Pulsing Basslines and Cold War Grooves

Where previous records leaned on structural atmosphere, Captive Youth relies entirely on raw momentum. Rowell builds his dystopian world out of warehouse-ready basslines, metallic synthesizers, and artillery-fire backbeats reminiscent of early Nitzer Ebb or Front 242.

The songwriting remains deeply personal beneath the armored electronic production, reflecting Rowell’s nomadic life spent moving from town to town.

  • “Dying to Stay Young”: A standout track that perfectly encapsulates the album’s thematic friction. It features desperate, striking lyrics laid over a relentless, throbbing synth sequence, capturing the exact anxiety of watching time slip through your fingers in a world that demands eternal youth.

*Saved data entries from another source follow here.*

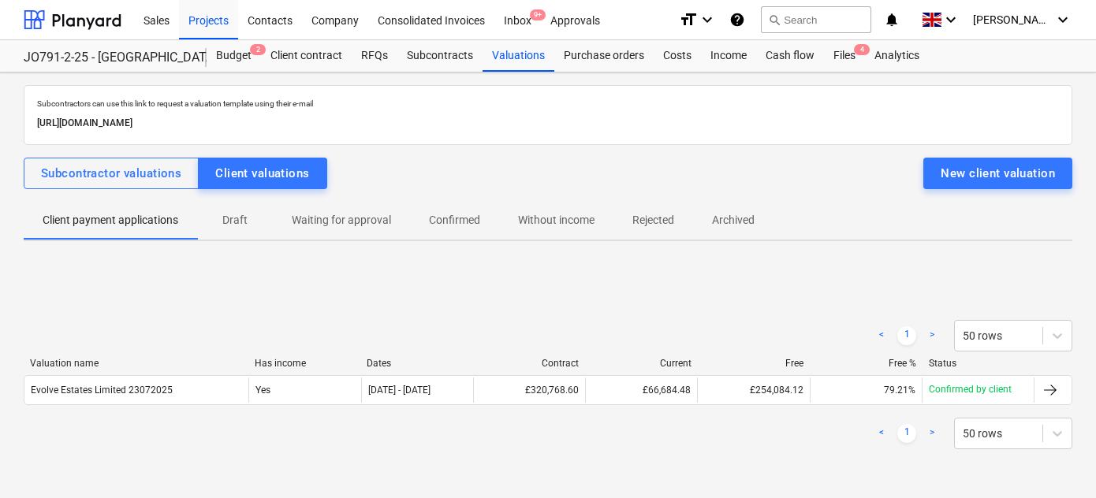  Describe the element at coordinates (641, 364) in the screenshot. I see `div: Current` at that location.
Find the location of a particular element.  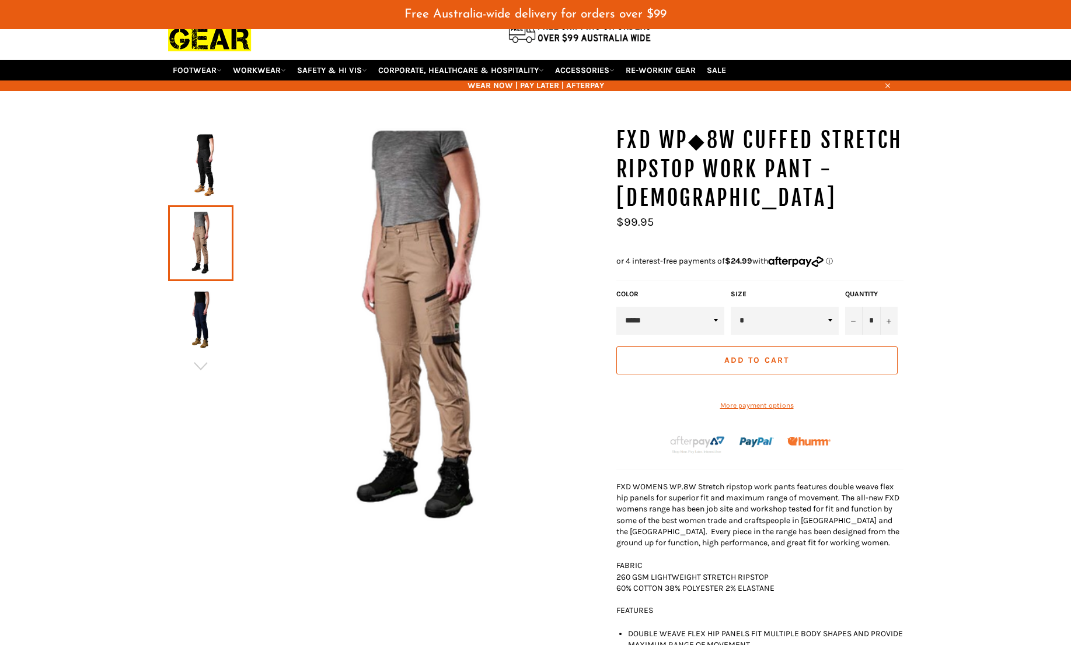

a: WORKWEAR is located at coordinates (259, 70).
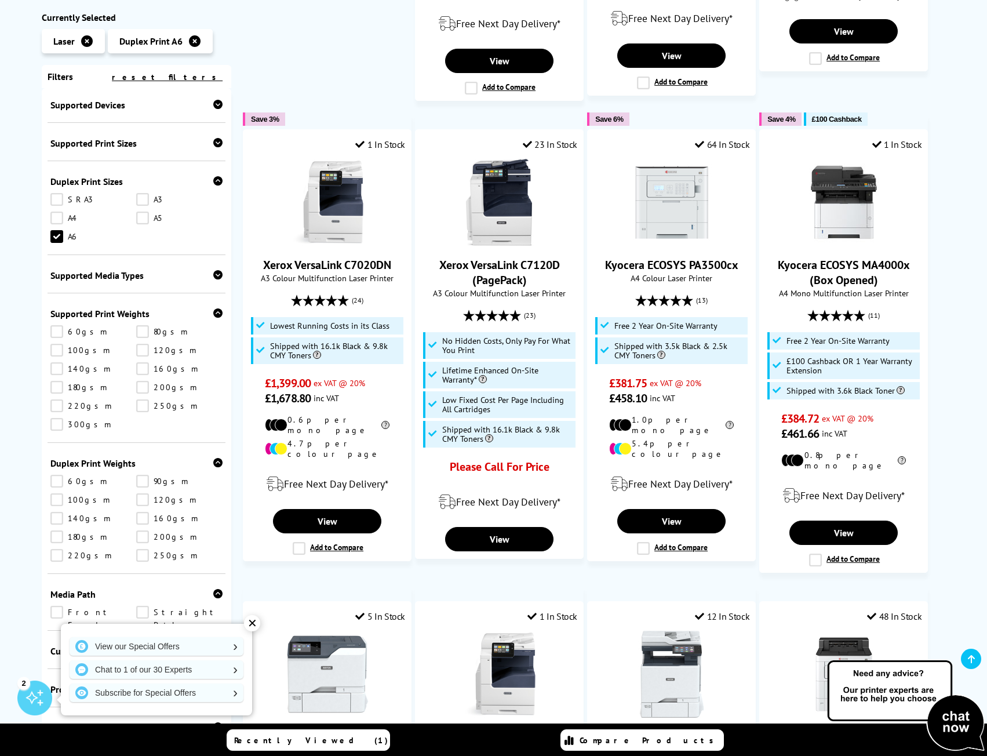  Describe the element at coordinates (179, 331) in the screenshot. I see `a: 80gsm` at that location.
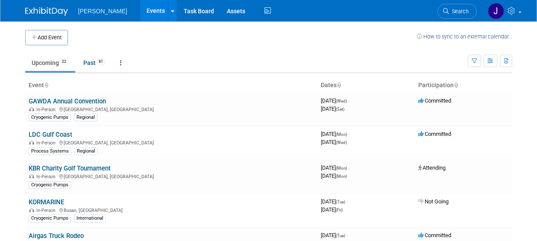  What do you see at coordinates (67, 101) in the screenshot?
I see `a: GAWDA Annual Convention` at bounding box center [67, 101].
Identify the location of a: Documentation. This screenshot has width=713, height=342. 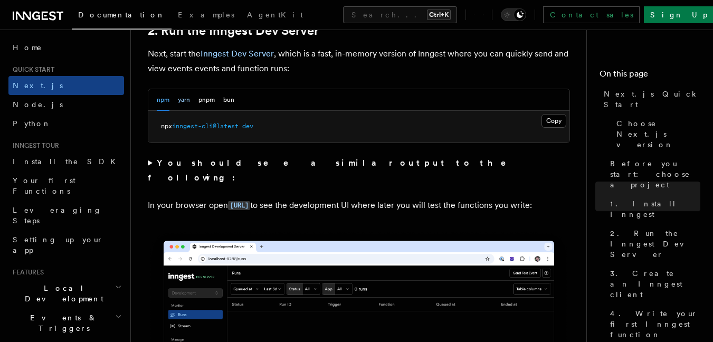
(121, 16).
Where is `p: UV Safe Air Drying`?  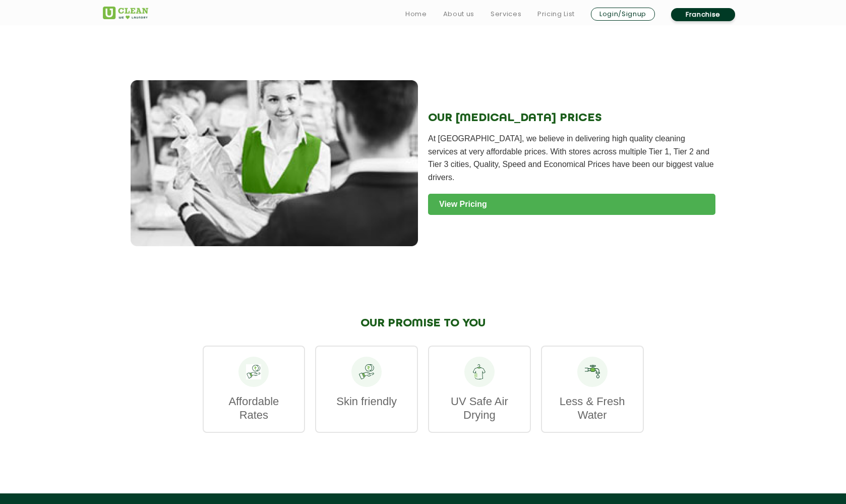 p: UV Safe Air Drying is located at coordinates (479, 408).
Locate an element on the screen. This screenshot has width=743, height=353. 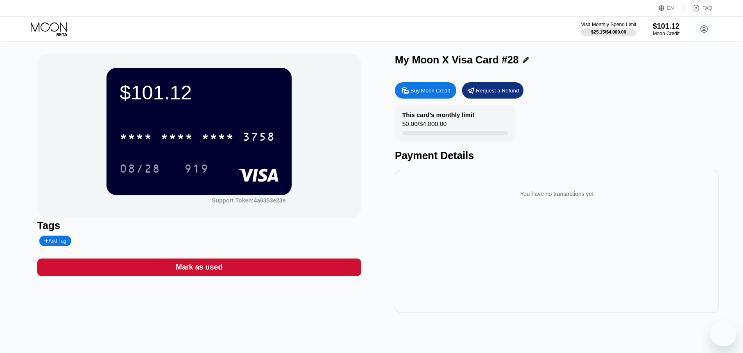
div: $25.15 / $4,000.00 is located at coordinates (608, 32).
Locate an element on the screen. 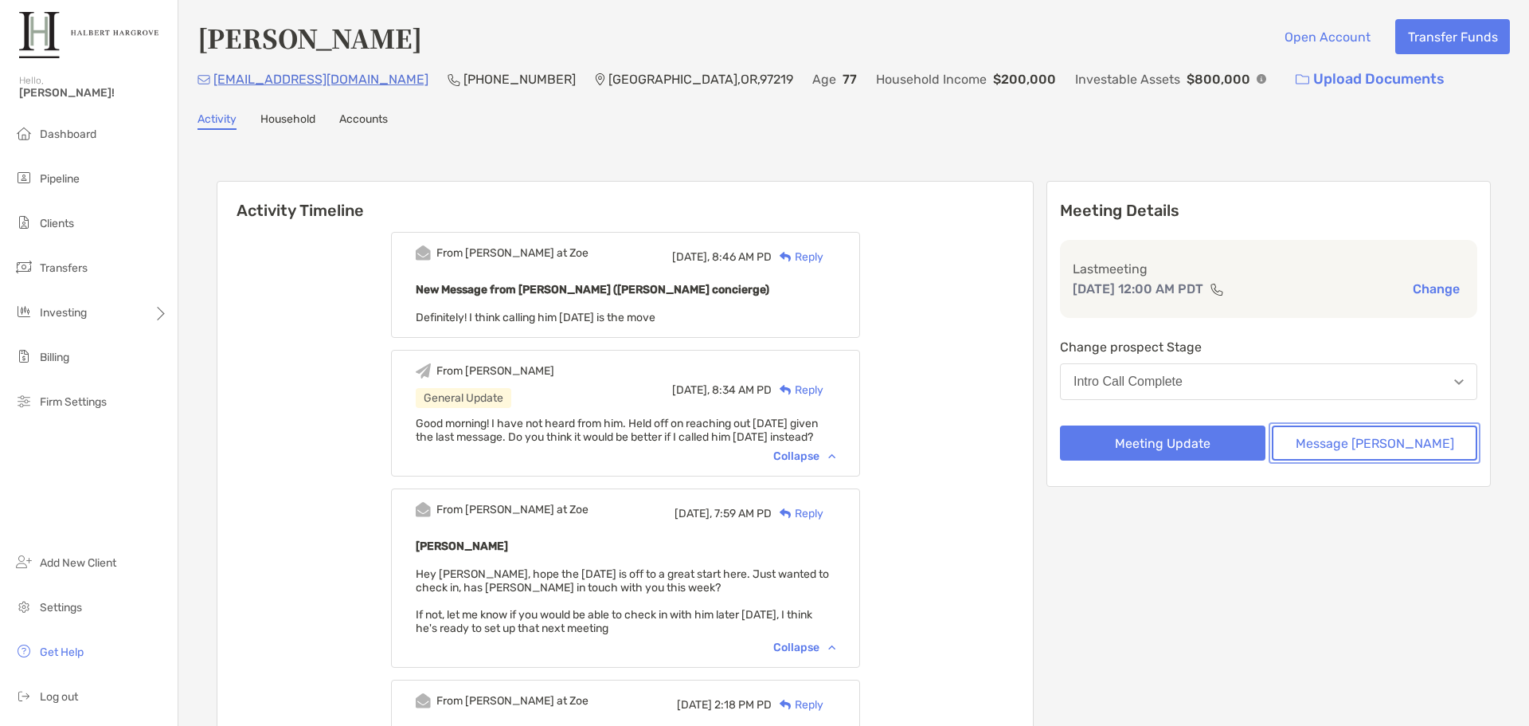  span: Get Help is located at coordinates (61, 651).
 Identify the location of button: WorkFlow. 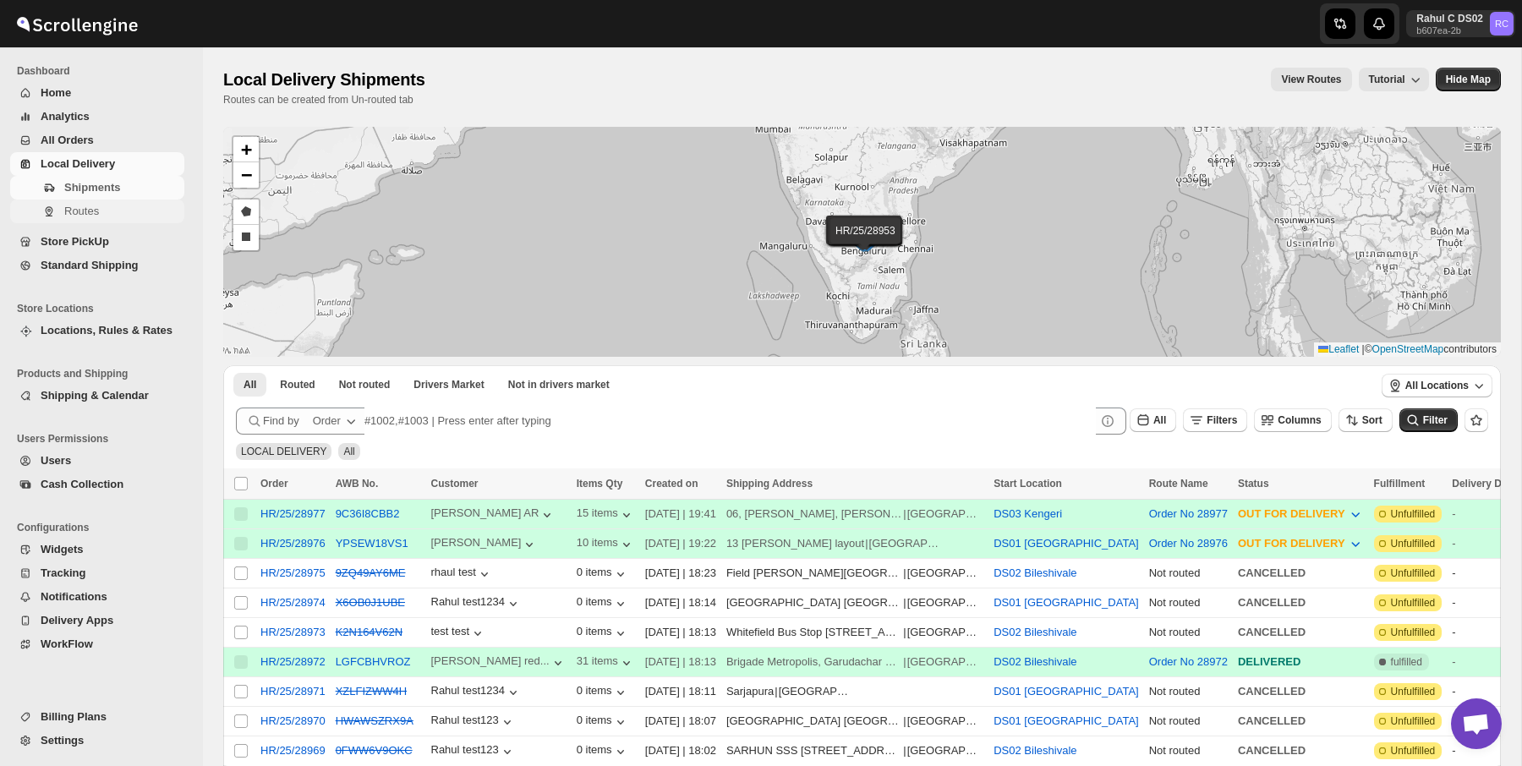
(97, 644).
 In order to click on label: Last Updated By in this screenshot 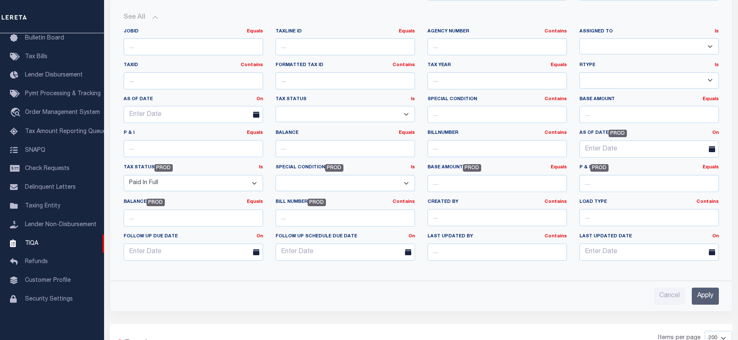, I will do `click(497, 237)`.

  • “Domination” (feat. Sade Sanchez): A thrilling collaboration with L.A. Witch’s Sade Sanchez. The track injects a heavy dose of leather-clad, psych-tinged swagger into the album’s electronic core. Sanchez’s detached vocal delivery matches Rowell’s industrial grit perfectly, creating a hypnotic, push-and-pull dynamic that makes it an immediate club-ready highlight.

  • “Cemetery Days” & “Body & Leather”: These tracks show the project’s mastery of a specific, sensual, midnight energy. The drum machine patterns are unforgiving and strict, but Rowell’s melodic instincts keep the hooks incredibly sticky.

The Verdict

Captive Youth is a phenomenal pivot for Crush of Souls. By trading standard goth guitar riffs for mechanical urgency and heavy industrial weights, Rowell has captured the genuine velocity of the underground. It’s an album that feels dangerous, sexy, and deeply nostalgic all at once—a vivid reanimation of a restless youth soundtracked by the beautiful noise of a synthesizer pushed to its absolute limits.